Marius the Epicurean, vol 1 | Page 3

Walter Horatio Pater
itself, a piece of everyday butcher's work, such as
we decorously hide out of sight; though some then present certainly
displayed a frank curiosity in the spectacle thus permitted them on a
religious pretext. The old sculptors of the great procession on the frieze
of the Parthenon at Athens, have delineated the placid heads of the
victims led in it to sacrifice, with a perfect feeling for animals in
forcible contrast with any indifference as to their sufferings. It was this
contrast that distracted Marius now in the blessing of his fields, and
qualified his devout absorption upon the scrupulous fulfilment of all the
details of the ceremonial, as the procession approached the altars.
[10] The names of that great populace of "little gods," dear to the
Roman home, which the pontiffs had placed on the sacred list of the
Indigitamenta, to be invoked, because they can help, on special
occasions, were not forgotten in the long litany--Vatican who causes

the infant to utter his first cry, Fabulinus who prompts his first word,
Cuba who keeps him quiet in his cot, Domiduca especially, for whom
Marius had through life a particular memory and devotion, the goddess
who watches over one's safe coming home. The urns of the dead in the
family chapel received their due service. They also were now become
something divine, a goodly company of friendly and protecting spirits,
encamped about the place of their former abode-- above all others, the
father, dead ten years before, of whom, remembering but a tall, grave
figure above him in early childhood, Marius habitually thought as a
genius a little cold and severe.
Candidus insuetum miratur limen Olympi, Sub pedibusque videt nubes
et sidera.--
Perhaps!--but certainly needs his altar here below, and garlands to- day
upon his urn. But the dead genii were satisfied with little--a few violets,
a cake dipped in wine, or a morsel of honeycomb. Daily, from the time
when his childish footsteps were still uncertain, had Marius taken them
their portion of the family meal, at the second course, amidst the
silence [11] of the company. They loved those who brought them their
sustenance; but, deprived of these services, would be heard wandering
through the house, crying sorrowfully in the stillness of the night.

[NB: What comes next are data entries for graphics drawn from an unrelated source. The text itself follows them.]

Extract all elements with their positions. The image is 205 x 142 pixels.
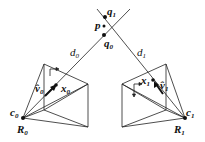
- point-x1: [151, 78, 155, 82]
- label-c1: c1: [186, 106, 194, 120]
- point-p: [103, 25, 106, 28]
- label-R1: R1: [173, 123, 185, 137]
- label-c0: c0: [10, 106, 19, 120]
- label-p: p: [94, 19, 101, 31]
- label-R0: R0: [16, 123, 28, 137]
- ray-0: [23, 9, 130, 118]
- points: [21, 15, 187, 120]
- point-x0: [54, 83, 58, 87]
- label-d1: d1: [137, 46, 146, 60]
- ray-1: [97, 9, 185, 118]
- label-d0: d0: [70, 46, 80, 60]
- label-x1: x1: [140, 74, 150, 88]
- left-image-axes-icon: [50, 68, 59, 77]
- label-v0: v̂0: [35, 82, 44, 96]
- right-camera-frustum: [122, 64, 185, 127]
- triangulation-diagram: q1 p q0 d0 d1 x0 x1 v̂0 v̂1 c0 c1 R0 R1: [0, 0, 205, 142]
- left-camera-frustum: [23, 64, 88, 127]
- point-c0: [21, 116, 25, 120]
- label-q1: q1: [107, 5, 116, 19]
- label-x0: x0: [60, 82, 71, 96]
- label-v1: v̂1: [160, 79, 168, 93]
- label-q0: q0: [104, 37, 114, 51]
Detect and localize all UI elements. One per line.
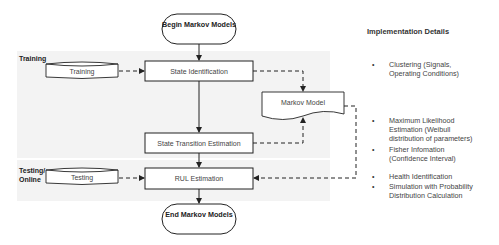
detail-fisher: Fisher Infomation (Confidence Interval) bbox=[389, 145, 499, 163]
detail-mle: Maximum Likelihood Estimation (Weibull d… bbox=[389, 116, 499, 144]
rul-estimation-label: RUL Estimation bbox=[145, 174, 253, 183]
state-transition-label: State Transition Estimation bbox=[145, 139, 253, 148]
detail-line: Health Identification bbox=[389, 172, 499, 181]
bullet-icon: • bbox=[372, 173, 374, 180]
detail-line: Estimation (Weibull bbox=[389, 125, 499, 134]
testing-section-label: Testing/ Online bbox=[19, 166, 45, 184]
detail-line: Simulation with Probability bbox=[389, 182, 499, 191]
begin-label: Begin Markov Models bbox=[162, 20, 236, 29]
detail-health: Health Identification bbox=[389, 172, 499, 181]
training-section-label: Training bbox=[19, 54, 46, 63]
training-datastore-label: Training bbox=[46, 67, 118, 76]
detail-line: Fisher Infomation bbox=[389, 145, 499, 154]
bullet-icon: • bbox=[372, 117, 374, 124]
state-identification-label: State Identification bbox=[145, 67, 253, 76]
end-label: End Markov Models bbox=[162, 210, 236, 219]
markov-model-label: Markov Model bbox=[262, 98, 344, 107]
detail-line: Distribution Calculation bbox=[389, 191, 499, 200]
bullet-icon: • bbox=[372, 61, 374, 68]
detail-line: Operating Conditions) bbox=[389, 69, 499, 78]
detail-line: Maximum Likelihood bbox=[389, 116, 499, 125]
detail-simulation: Simulation with Probability Distribution… bbox=[389, 182, 499, 200]
implementation-title: Implementation Details bbox=[367, 27, 449, 36]
begin-terminator bbox=[162, 14, 236, 44]
end-terminator bbox=[162, 204, 236, 234]
detail-line: distribution of parameters) bbox=[389, 134, 499, 143]
detail-line: Clustering (Signals, bbox=[389, 60, 499, 69]
detail-line: (Confidence Interval) bbox=[389, 154, 499, 163]
bullet-icon: • bbox=[372, 183, 374, 190]
detail-clustering: Clustering (Signals, Operating Condition… bbox=[389, 60, 499, 78]
bullet-icon: • bbox=[372, 146, 374, 153]
testing-datastore-label: Testing bbox=[46, 173, 118, 182]
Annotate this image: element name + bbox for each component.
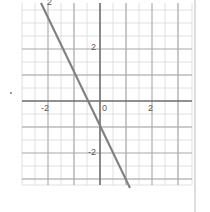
origin-label: 0 (102, 104, 107, 113)
x-axis-label-positive-two: 2 (148, 104, 153, 113)
y-axis-label-positive-two: 2 (91, 43, 96, 52)
graph-screenshot: 2 2 -2 0 2 -2 (0, 0, 210, 212)
y-axis-top-clipped-label: 2 (47, 0, 52, 7)
stray-speck-artifact (10, 92, 12, 94)
y-axis-label-negative-two: -2 (88, 148, 96, 157)
plotted-line (41, 3, 130, 188)
x-axis-label-negative-two: -2 (41, 104, 49, 113)
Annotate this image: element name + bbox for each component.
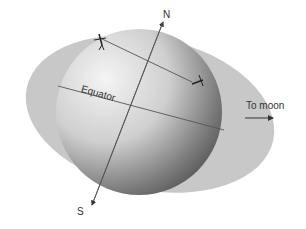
earth-sphere xyxy=(56,29,222,195)
to-moon-label: To moon xyxy=(246,100,284,111)
tidal-bulge-diagram xyxy=(0,0,306,229)
north-label: N xyxy=(163,9,170,20)
south-label: S xyxy=(77,206,84,217)
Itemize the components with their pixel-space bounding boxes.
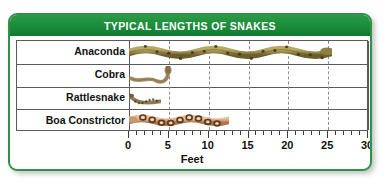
tick-label-25: 25 (321, 139, 333, 151)
minor-tick-9 (200, 131, 201, 135)
gridline-30ft (368, 41, 369, 130)
rattlesnake-snake-icon (129, 89, 161, 108)
minor-tick-28 (351, 131, 352, 135)
boa-constrictor-snake-icon (129, 111, 229, 130)
row-label-anaconda: Anaconda (17, 45, 129, 57)
minor-tick-23 (311, 131, 312, 135)
chart-card: TYPICAL LENGTHS OF SNAKES AnacondaCobraR… (8, 13, 372, 171)
minor-tick-27 (343, 131, 344, 135)
minor-tick-14 (240, 131, 241, 135)
row-separator (17, 87, 367, 88)
minor-tick-22 (303, 131, 304, 135)
tick-label-0: 0 (125, 139, 131, 151)
chart-header: TYPICAL LENGTHS OF SNAKES (10, 15, 370, 36)
minor-tick-4 (160, 131, 161, 135)
major-tick-0 (128, 131, 129, 138)
row-label-boa-constrictor: Boa Constrictor (17, 114, 129, 126)
major-tick-10 (208, 131, 209, 138)
minor-tick-11 (216, 131, 217, 135)
axis-title: Feet (16, 153, 368, 165)
major-tick-30 (367, 131, 368, 138)
axis-tick-labels: 051015202530 (16, 139, 368, 153)
minor-tick-18 (271, 131, 272, 135)
minor-tick-26 (335, 131, 336, 135)
major-tick-15 (248, 131, 249, 138)
minor-tick-24 (319, 131, 320, 135)
row-separator (17, 64, 367, 65)
anaconda-snake-icon (129, 43, 332, 62)
major-tick-25 (327, 131, 328, 138)
row-separator (17, 109, 367, 110)
minor-tick-16 (255, 131, 256, 135)
minor-tick-17 (263, 131, 264, 135)
row-label-rattlesnake: Rattlesnake (17, 91, 129, 103)
tick-label-30: 30 (361, 139, 372, 151)
tick-label-20: 20 (281, 139, 293, 151)
tick-label-5: 5 (165, 139, 171, 151)
tick-label-15: 15 (241, 139, 253, 151)
minor-tick-3 (152, 131, 153, 135)
major-tick-20 (287, 131, 288, 138)
minor-tick-29 (359, 131, 360, 135)
minor-tick-19 (279, 131, 280, 135)
grid-box: AnacondaCobraRattlesnakeBoa Constrictor (16, 40, 368, 131)
axis-ruler (16, 131, 368, 139)
minor-tick-7 (184, 131, 185, 135)
minor-tick-21 (295, 131, 296, 135)
tick-label-10: 10 (202, 139, 214, 151)
minor-tick-1 (136, 131, 137, 135)
chart-title: TYPICAL LENGTHS OF SNAKES (104, 20, 276, 32)
row-label-cobra: Cobra (17, 68, 129, 80)
minor-tick-6 (176, 131, 177, 135)
plot-area: AnacondaCobraRattlesnakeBoa Constrictor … (16, 40, 368, 168)
minor-tick-12 (224, 131, 225, 135)
cobra-snake-icon (129, 66, 175, 85)
minor-tick-8 (192, 131, 193, 135)
minor-tick-13 (232, 131, 233, 135)
major-tick-5 (168, 131, 169, 138)
minor-tick-2 (144, 131, 145, 135)
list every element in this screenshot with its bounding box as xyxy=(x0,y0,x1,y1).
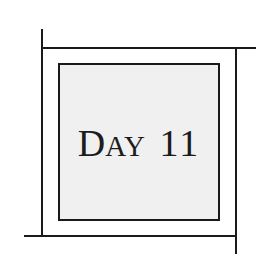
day-number: 11 xyxy=(160,124,201,162)
title-box: DAY11 xyxy=(58,63,220,221)
day-title: DAY11 xyxy=(78,124,200,162)
frame-line-right xyxy=(235,48,237,254)
day-title-rest: AY xyxy=(105,132,145,161)
frame-line-bottom xyxy=(24,235,237,237)
day-title-initial: D xyxy=(78,124,105,162)
frame-line-left xyxy=(41,29,43,237)
frame-line-top xyxy=(42,47,256,49)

And those simple gifts, like other objects as trivial--bread, oil, wine,
milk--had regained for him, by their use in such religious service, that
poetic and as it were moral significance, which surely belongs to all the
means of daily life, could we but break through the veil of our
familiarity with things by no means vulgar in themselves. A hymn
followed, while the whole assembly stood with veiled faces. The fire
rose up readily from the altars, in clean, bright flame--a favourable
omen, making it a duty to render the mirth of the evening complete.

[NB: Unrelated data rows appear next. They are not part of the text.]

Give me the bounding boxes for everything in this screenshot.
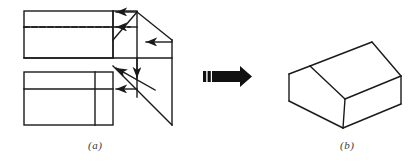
diagonal-fold-arrow <box>116 68 155 90</box>
front-gable-left-slope <box>289 66 310 74</box>
transform-arrow <box>203 66 252 87</box>
ridge-line <box>310 42 372 66</box>
top-rectangle <box>24 11 113 58</box>
long-diagonal-fold <box>113 66 172 125</box>
wall-bottom-left <box>289 101 343 128</box>
roof-far-slope <box>372 42 401 76</box>
ridge-left-slope <box>113 12 137 40</box>
panel-a-unfolded-net <box>24 11 172 125</box>
caption-panel-a: (a) <box>88 139 102 151</box>
ridge-right-slope <box>137 12 172 40</box>
block-arrow-tail-stripe-1 <box>203 71 206 82</box>
panel-b-gable-prism <box>289 42 401 128</box>
figure-container: (a) (b) <box>0 0 416 165</box>
bottom-rectangle <box>24 72 113 125</box>
roof-near-slope <box>310 66 345 99</box>
wall-bottom-right <box>343 104 401 128</box>
block-arrow-tail-stripe-2 <box>208 71 211 82</box>
wall-front-corner-vertical <box>343 99 345 128</box>
block-arrow-head-and-shaft <box>212 66 252 87</box>
roof-eave-line <box>345 76 401 99</box>
caption-panel-b: (b) <box>340 139 354 151</box>
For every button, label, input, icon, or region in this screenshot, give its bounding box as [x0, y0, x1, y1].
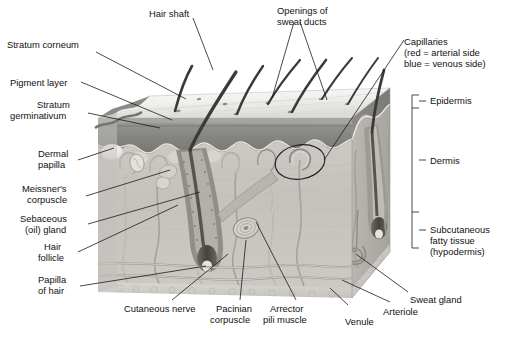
skin-anatomy-figure: Hair shaft Openings of sweat ducts Capil…: [0, 0, 505, 337]
label-openings-sweat-ducts-line1: Openings of: [277, 5, 328, 16]
label-epidermis: Epidermis: [430, 95, 472, 106]
layer-brackets: [412, 95, 426, 248]
label-hair-follicle-line1: Hair: [44, 241, 61, 252]
label-dermis: Dermis: [430, 155, 460, 166]
label-arrector-pili-muscle-line1: Arrector: [270, 303, 303, 314]
label-pacinian-corpuscle-line1: Pacinian: [216, 303, 252, 314]
label-venule: Venule: [345, 316, 374, 327]
label-sebaceous-gland-line2: (oil) gland: [25, 224, 66, 235]
label-meissners-corpuscle-line1: Meissner's: [22, 183, 67, 194]
label-papilla-of-hair-line2: of hair: [38, 285, 64, 296]
label-arrector-pili-muscle-line2: pili muscle: [263, 314, 307, 325]
label-meissners-corpuscle-line2: corpuscle: [27, 194, 67, 205]
skin-cross-section-left: [98, 110, 117, 292]
skin-cross-section-front: [98, 118, 352, 298]
label-stratum-germinativum-line2: germinativum: [10, 110, 66, 121]
label-pigment-layer: Pigment layer: [10, 77, 67, 88]
label-hair-follicle-line2: follicle: [38, 252, 64, 263]
label-sebaceous-gland-line1: Sebaceous: [20, 213, 67, 224]
label-sweat-gland: Sweat gland: [410, 294, 462, 305]
label-dermal-papilla-line1: Dermal: [38, 148, 68, 159]
label-stratum-germinativum-line1: Stratum: [37, 99, 70, 110]
label-capillaries-line1: Capillaries: [404, 36, 448, 47]
skin-cross-section-right: [347, 88, 390, 298]
label-capillaries-line3: blue = venous side): [404, 58, 486, 69]
skin-diagram-svg: Hair shaft Openings of sweat ducts Capil…: [0, 0, 505, 337]
label-openings-sweat-ducts-line2: sweat ducts: [277, 16, 327, 27]
label-stratum-corneum: Stratum corneum: [7, 39, 79, 50]
label-papilla-of-hair-line1: Papilla: [38, 274, 67, 285]
label-subcutaneous-line3: (hypodermis): [430, 246, 485, 257]
label-hair-shaft: Hair shaft: [149, 8, 190, 19]
label-dermal-papilla-line2: papilla: [38, 159, 66, 170]
skin-block-illustration: [95, 58, 390, 298]
label-subcutaneous-line2: fatty tissue: [430, 235, 475, 246]
label-cutaneous-nerve: Cutaneous nerve: [124, 303, 195, 314]
label-pacinian-corpuscle-line2: corpuscle: [210, 314, 250, 325]
label-arteriole: Arteriole: [383, 306, 418, 317]
label-subcutaneous-line1: Subcutaneous: [430, 224, 490, 235]
label-capillaries-line2: (red = arterial side: [404, 47, 480, 58]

Old wine was poured out freely for the servants at supper in the great
kitchen, where they had worked in the imperfect light through the long
evenings of winter. The young Marius himself took but a very sober
part in the noisy feasting. A devout, regretful after-taste of what had
been really beautiful in the ritual he had accomplished took him early
away, that he might the better recall in reverie all the circumstances of

the celebration of the day. As he sank into a sleep, pleasant with all the
influences of long hours in the open air, he seemed still to be moving in
procession through the fields, with a kind of pleasurable awe. That
feeling was still upon him as he [12] awoke amid the beating of violent
rain on the shutters, in the first storm of the season. The thunder which
startled him from sleep seemed to make the solitude of his chamber
almost painfully complete, as if the nearness of those angry clouds shut
him up in a close place alone in the world. Then he thought of the sort
of protection which that day's ceremonies assured. To procure an
agreement with the gods--Pacem deorum exposcere: that was the
meaning of what they had all day been busy upon. In a faith, sincere
but half-suspicious, he would fain have those Powers at least not
against him. His own nearer household gods were all around his bed.
The spell of his religion as a part of the very essence of home, its
intimacy, its dignity and security, was forcible at that moment; only, it
seemed to involve certain heavy demands upon him.
CHAPTER II
: WHITE-NIGHTS
[13] To an instinctive seriousness, the material abode in which the
childhood of Marius was passed had largely added. Nothing, you felt,
as you first caught sight of that coy, retired place,--surely nothing could
happen there, without its full accompaniment of thought or reverie.